The Metaplay SDK builds a single file .mpa archive out of the game config data declared in the SharedGameConfig and ServerGameConfig classes. This archive is typically called StaticGameConfig.mpa. Internally, this archive consists of sub-archives for shared and server-only data. For purposes of distributing to the client or including in the client build, the SharedGameConfig.mpa sub-archive can be extracted from StaticGameConfig.mpa.
💡 Mixing Server-Only and Shared Config Data
Ideally, any data that is only used by the server should be stored in the ServerGameConfig to avoid delivering them to the client. It can be convenient however to store the data in the Shared config, and for that purpose, any field in a config can be marked as [ServerOnly]. When server delivers the Shared Game Config to the client, these [ServerOnly] fields are stripped.
For example:
[MetaSerializable]
public class TroopInfo : IGameConfigData<TroopKind>
{
...
[MetaMember(10), ServerOnly] public string IconInDashboard { get; private set; }
}| Kind #key | ... | IconInDashboard |
|---|---|---|
| Soldier | assets/icon-soldier.png | |
| Ninja | assets/cool-ninja.png |
While this allows an easy way to mix shared and server-only config data, note that the fields are still accessible on the client. The filtering only clears their values. Using these fields in an Action or Tick will lead to a desync and a checksum mismatch.

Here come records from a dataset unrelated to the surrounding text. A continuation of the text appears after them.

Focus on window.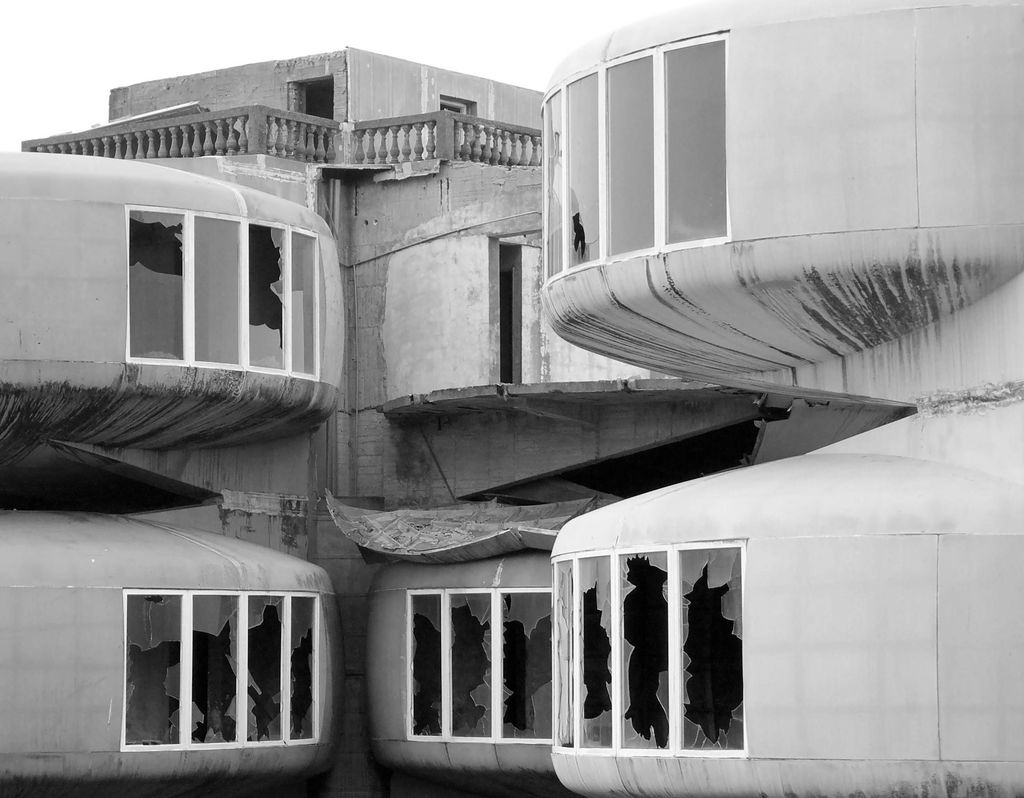
Focused at (x1=654, y1=33, x2=730, y2=249).
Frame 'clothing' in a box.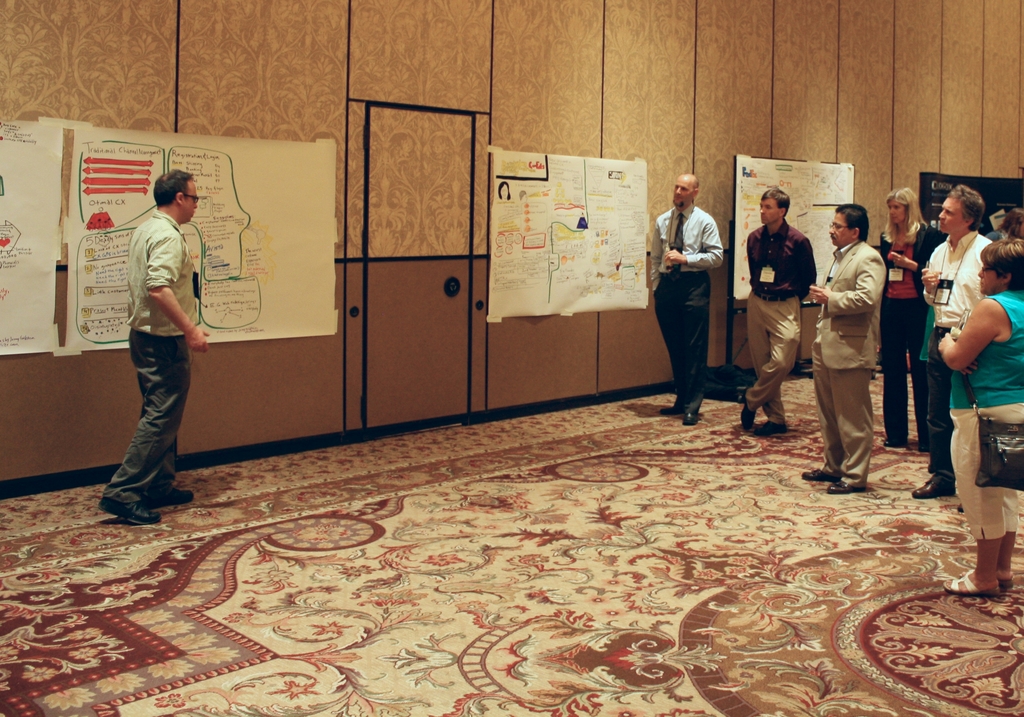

Alternatively, an archive can also be written to disk as multiple files in a directory, one for each contained Library, along with an added Index.txt for the archive's metadata. This mode of operation is mostly used in Localization, where storing each language separately allows client to only download, store and load a single language library.
The archives are versioned using Git-like hashing. This reduces the chance of accidentally mixing data from multiple archive versions. Versioning also enables caching of the data on the client, so the client only needs to download each version of the data once from the CDN.
📦 Opaque Binary Archives
The binary format of archives used by Metaplay is rather opaque. If this inconveniences your development workflow and you'd like to be able to view the contents without starting the dashboard, please talk to us for ways to expose the raw data.